Prostate cancer risk unaffected by steroid hormone gene variation
Genetic variations in a specific gene involved in the production of steroid hormones such as testosterone do not appear to influence the development of prostate cancer in men in the United States and Europe.
That finding resulted from the first substantive effort by the large, international Breast and Prostate Cancer Cohort Consortium (the BPC3), which includes five researchers from the Keck School of Medicine. Their results were published online in the peer-reviewed, open-access Public Library of Science journal, PLoS Genetics.
Participants in the BPC3 come from a variety of institutions including Harvard School of Public Health, the University of Cambridge, the National Cancer Institute, the Broad Institute at Harvard and the Massachusetts Institute of Technology, the Keck School of Medicine and many others. Keck School participants in this study included these researchers: Christopher A. Haiman, assistant professor of preventive medicine; Brian E. Henderson, dean of the Keck School and the Kenneth T. Norris Jr. Chair in Cancer Prevention; Malcolm C. Pike, professor of preventive medicine; Wendy V. Setiawan, research associate in preventive medicine; and Daniel O. Stram, professor of preventive medicine.

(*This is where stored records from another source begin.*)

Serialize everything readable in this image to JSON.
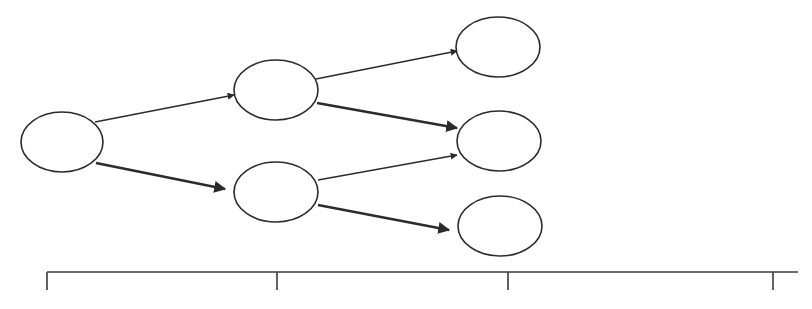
{
  "diagram": {
    "type": "tree",
    "colors": {
      "stroke": "#2b2b2b",
      "background": "#ffffff"
    },
    "nodes": [
      {
        "id": "n0",
        "label": "",
        "cx": 62,
        "cy": 142,
        "rx": 41,
        "ry": 30
      },
      {
        "id": "n1",
        "label": "",
        "cx": 276,
        "cy": 90,
        "rx": 42,
        "ry": 30
      },
      {
        "id": "n2",
        "label": "",
        "cx": 276,
        "cy": 192,
        "rx": 42,
        "ry": 30
      },
      {
        "id": "n3",
        "label": "",
        "cx": 498,
        "cy": 47,
        "rx": 42,
        "ry": 30
      },
      {
        "id": "n4",
        "label": "",
        "cx": 499,
        "cy": 141,
        "rx": 42,
        "ry": 30
      },
      {
        "id": "n5",
        "label": "",
        "cx": 500,
        "cy": 226,
        "rx": 42,
        "ry": 30
      }
    ],
    "edges": [
      {
        "from": "n0",
        "to": "n1",
        "weight": "thin",
        "x1": 95,
        "y1": 122,
        "x2": 234,
        "y2": 95
      },
      {
        "from": "n0",
        "to": "n2",
        "weight": "thick",
        "x1": 96,
        "y1": 163,
        "x2": 225,
        "y2": 189
      },
      {
        "from": "n1",
        "to": "n3",
        "weight": "thin",
        "x1": 316,
        "y1": 79,
        "x2": 457,
        "y2": 51
      },
      {
        "from": "n1",
        "to": "n4",
        "weight": "thick",
        "x1": 317,
        "y1": 103,
        "x2": 457,
        "y2": 128
      },
      {
        "from": "n2",
        "to": "n4",
        "weight": "thin",
        "x1": 318,
        "y1": 180,
        "x2": 457,
        "y2": 155
      },
      {
        "from": "n2",
        "to": "n5",
        "weight": "thick",
        "x1": 318,
        "y1": 205,
        "x2": 449,
        "y2": 230
      }
    ],
    "timeline": {
      "y": 272,
      "x_start": 47,
      "x_end": 798,
      "ticks": [
        {
          "x": 47,
          "label": ""
        },
        {
          "x": 277,
          "label": ""
        },
        {
          "x": 508,
          "label": ""
        },
        {
          "x": 773,
          "label": ""
        }
      ],
      "tick_length": 18
    }
  }
}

The consortium was created to assess how variations in genes that play a role in steroid hormone production might—or might not—influence the development of breast and prostate cancer. They chose as their first major project a gene called HSD17B1.
The group began by mapping the gene, which plays a role in producing both estrogen and testosterone, and identifying the areas of variation (called single-nucleotide polymorphisms, or SNPs) within it.
They then identified these variations in 8,290 prostate cancer patients and 9,367 people who were matched by age and ethnicity, but did not have prostate cancer.
In the final analysis, none of the SNPs identified were found to be significantly more common in the prostate cancer patients than the controls.
There was, however, a “significant inverse association” between one SNP and prostate cancer in Latinos and Japanese Americans—in other words, having that SNP reduced their likelihood of prostate cancer—that was not found in the other groups studied (African Americans, Native Hawaiians and whites).
However, the researchers indicated that the smaller numbers of Latinos and Japanese Americans in the study may make results unreliable.
Overall, the researchers wrote, “The absence of an association between HSD17B1 variants and risk of prostate cancer suggests that we can rule out large or moderate associations between common HSD17B1 variants and risk of prostate cancer among U.S. and European whites.”
Nonetheless, they added, it remains to be determined whether variants in other genes in steroidal hormone pathways play a more important role or if the combined effects of several genes within these pathways have a larger impact. The BPC3 plans to investigate these questions by comprehensively measuring variation in more than 30 genes involves in the steroidal hormone pathway and their associated receptors.
Kraft P, Pharoah P, Chanock SJ, Albanes D, Kolonel LN, et. al. (2005) “Genetic variation in the HSD17B1 gene and risk of prostate cancer. PLoS Genetics 1(5): e68.